Cheap Thrills

URBAN SOUL: Pavement and culture butt heads as the Tucson Arts District Partnership dishes up another Downtown Saturday Night on March 1.

The Tucson Symphony Orchestra warms up the action early with another Just for Kids Concert, featuring the orchestra's Flute and String Trio, from 10:30 to 11:30 a.m. in the Temple of Music and Art, 330 S. Scott Ave.

As the sun sets, Ache Pa Ti fires up a Latin celebration from 7:30 to 10:30 p.m. at the Ronstadt Transit Center. Under the direction of Gary Rubenstein, the group pulls out a powerful repertoire of Afro-Cuban music and dance, blending intricate harmonies and dense percussive rhythms into a salsa blast.

Catacoustic Groove meanwhile performs stunning a capella singing from 7 to 10 p.m. in the Arizona Alley, and nationally noted singer/guitarist Anne English heads up the Tucson Musician's Showcase from 7 to 10 p.m. in Fourth Avenue's Winsett Park.

The Blue Prairie Dogs, "Cactus" Dan Ovid and Jeff "Doc" Whitmore, rip up Pennington Street from 7 to 10 p.m., and the Arts Brigade Street Mural Project is open for public perusal all night long at the corner of Pennington Sreet and Sixth Avenue.

For more information, call 624-9977.

UPTOWN EXOTICA: In Sanskrit, raga means "that which pleases, or "that which colors the mind." Sanjaya attempts both with a powerful performance of Indian music at the Casbah Tea House.

Far-eastern styles, ranging from Rag Bhupali to Rag Puri Dhanashri--in fact just about everything but Ragtime--will be part of Sanjaya's repertoire. The group features local musicians Pete Fine, Matt Finstrom, Stefin Gordon and Don Reeve on a host of traditional Indian instruments, including the sitar, tabla, baya and tamboura.

The band continues building an exotic local name for itself, and this show will no doubt add to that growing reputation. Performance is 8 p.m. Saturday, March 1, at the Casbah Tea House, 628 N. Fourth Ave. For details, call 881-3947.

LIFTING THE VEIL: To the western eye, many facets of Arab culture seem very strange, quite trenchant, and more than a little repressive. But as with the rest of us inhabiting this teeming planet, it's hardly a static culture. Shifting tides have subsequently resulted in conflict among various segments of Arab society, none more potent than the struggle of women. Yvonne Yazbeck Haddad takes on the contentious topic in a lecture titled The Silk Curtain: The West, Arab Women and the Veil.

A professor of Islamic History at the University of Massachusetts, Haddad will describe how western models of womanhood, promoted by Christian missionaries, American feminists and television, raise havoc in the Arab world, and how that culture adapts to the change.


→ Task:
Within the records, which lines hold the string "Promotions"? Report each one by copying it.
□ □ □ □
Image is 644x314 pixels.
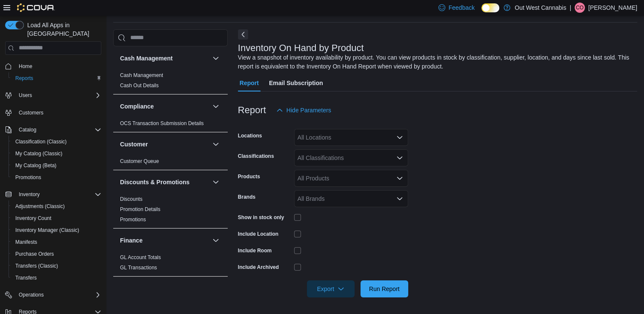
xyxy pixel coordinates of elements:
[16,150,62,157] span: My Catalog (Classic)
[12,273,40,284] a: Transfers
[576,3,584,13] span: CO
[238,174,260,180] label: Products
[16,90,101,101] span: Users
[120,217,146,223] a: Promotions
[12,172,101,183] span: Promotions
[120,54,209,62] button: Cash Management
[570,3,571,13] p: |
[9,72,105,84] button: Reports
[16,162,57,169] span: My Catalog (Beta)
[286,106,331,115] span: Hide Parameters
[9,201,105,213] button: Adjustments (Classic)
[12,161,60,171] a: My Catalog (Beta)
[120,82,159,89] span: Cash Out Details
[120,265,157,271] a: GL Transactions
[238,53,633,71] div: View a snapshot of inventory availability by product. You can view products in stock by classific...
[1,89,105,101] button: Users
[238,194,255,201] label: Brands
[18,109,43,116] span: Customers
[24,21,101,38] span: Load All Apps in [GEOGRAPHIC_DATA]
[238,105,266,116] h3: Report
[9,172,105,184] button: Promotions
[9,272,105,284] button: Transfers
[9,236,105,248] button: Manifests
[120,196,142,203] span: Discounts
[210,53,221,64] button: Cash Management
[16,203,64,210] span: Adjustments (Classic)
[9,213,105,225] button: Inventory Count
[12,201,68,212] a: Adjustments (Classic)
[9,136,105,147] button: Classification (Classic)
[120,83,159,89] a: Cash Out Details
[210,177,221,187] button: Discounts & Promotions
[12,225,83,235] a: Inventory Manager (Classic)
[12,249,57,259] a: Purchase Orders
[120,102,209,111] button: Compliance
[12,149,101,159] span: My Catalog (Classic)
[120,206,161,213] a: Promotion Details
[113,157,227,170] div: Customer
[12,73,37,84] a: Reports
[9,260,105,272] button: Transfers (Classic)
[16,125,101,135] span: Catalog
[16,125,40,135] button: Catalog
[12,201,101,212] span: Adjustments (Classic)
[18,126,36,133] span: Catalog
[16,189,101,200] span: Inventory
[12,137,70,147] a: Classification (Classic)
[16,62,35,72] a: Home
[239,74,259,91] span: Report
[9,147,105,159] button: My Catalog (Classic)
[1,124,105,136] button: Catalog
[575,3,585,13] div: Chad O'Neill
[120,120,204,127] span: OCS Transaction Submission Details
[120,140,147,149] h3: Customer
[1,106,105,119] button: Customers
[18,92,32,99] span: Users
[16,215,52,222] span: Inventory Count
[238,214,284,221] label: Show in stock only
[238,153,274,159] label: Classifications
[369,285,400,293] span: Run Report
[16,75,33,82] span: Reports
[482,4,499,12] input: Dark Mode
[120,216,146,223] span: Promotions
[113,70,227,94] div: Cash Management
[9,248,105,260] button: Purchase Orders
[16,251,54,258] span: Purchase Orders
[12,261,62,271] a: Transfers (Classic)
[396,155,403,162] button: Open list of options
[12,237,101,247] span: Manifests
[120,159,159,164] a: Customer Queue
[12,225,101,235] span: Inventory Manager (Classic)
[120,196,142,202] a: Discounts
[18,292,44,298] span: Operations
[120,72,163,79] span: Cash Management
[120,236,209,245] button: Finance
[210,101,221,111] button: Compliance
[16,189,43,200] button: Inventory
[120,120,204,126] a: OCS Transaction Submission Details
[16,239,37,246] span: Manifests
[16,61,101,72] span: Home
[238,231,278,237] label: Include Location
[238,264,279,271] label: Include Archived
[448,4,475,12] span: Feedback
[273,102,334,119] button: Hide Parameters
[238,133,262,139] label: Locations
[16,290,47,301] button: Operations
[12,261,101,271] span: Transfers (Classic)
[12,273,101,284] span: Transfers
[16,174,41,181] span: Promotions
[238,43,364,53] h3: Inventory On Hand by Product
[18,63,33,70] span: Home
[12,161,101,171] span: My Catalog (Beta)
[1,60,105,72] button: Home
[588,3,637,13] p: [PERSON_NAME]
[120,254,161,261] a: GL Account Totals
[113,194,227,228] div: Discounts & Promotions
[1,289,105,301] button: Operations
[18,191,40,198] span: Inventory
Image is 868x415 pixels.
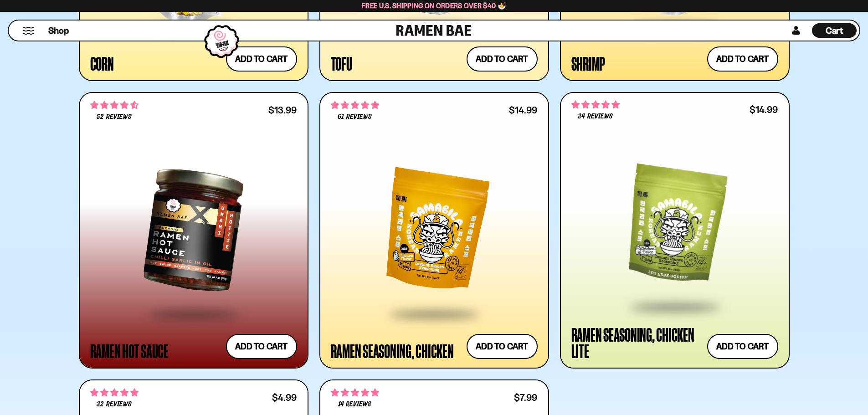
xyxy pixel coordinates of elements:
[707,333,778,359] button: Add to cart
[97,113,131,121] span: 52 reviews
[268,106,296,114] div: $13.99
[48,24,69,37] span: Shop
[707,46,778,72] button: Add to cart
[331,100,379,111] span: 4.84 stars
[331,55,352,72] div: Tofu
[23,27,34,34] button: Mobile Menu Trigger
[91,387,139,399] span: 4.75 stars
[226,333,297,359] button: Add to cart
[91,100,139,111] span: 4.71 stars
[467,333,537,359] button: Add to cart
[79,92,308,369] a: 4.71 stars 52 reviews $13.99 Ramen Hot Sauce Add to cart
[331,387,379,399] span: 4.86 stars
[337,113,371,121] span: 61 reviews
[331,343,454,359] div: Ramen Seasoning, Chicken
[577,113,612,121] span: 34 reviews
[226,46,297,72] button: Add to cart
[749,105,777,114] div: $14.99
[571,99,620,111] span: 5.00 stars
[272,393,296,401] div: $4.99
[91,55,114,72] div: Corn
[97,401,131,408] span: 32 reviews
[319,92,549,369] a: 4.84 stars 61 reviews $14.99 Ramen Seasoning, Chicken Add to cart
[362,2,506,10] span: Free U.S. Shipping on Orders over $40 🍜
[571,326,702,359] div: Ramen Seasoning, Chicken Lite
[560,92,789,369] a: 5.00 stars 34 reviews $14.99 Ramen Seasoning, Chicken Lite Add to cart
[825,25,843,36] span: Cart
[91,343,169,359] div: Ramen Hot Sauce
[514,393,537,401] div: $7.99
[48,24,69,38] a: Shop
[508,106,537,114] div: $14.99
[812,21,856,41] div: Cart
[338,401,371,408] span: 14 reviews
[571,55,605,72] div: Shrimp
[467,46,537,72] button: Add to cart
□ □ □ □
→ Answer to this exercise:
[120,217,146,223] a: Promotions
[12,172,101,183] span: Promotions
[9,172,105,184] button: Promotions
[210,177,221,187] button: Discounts & Promotions
[120,216,146,223] span: Promotions
[16,174,41,181] span: Promotions
[113,194,227,228] div: Discounts & Promotions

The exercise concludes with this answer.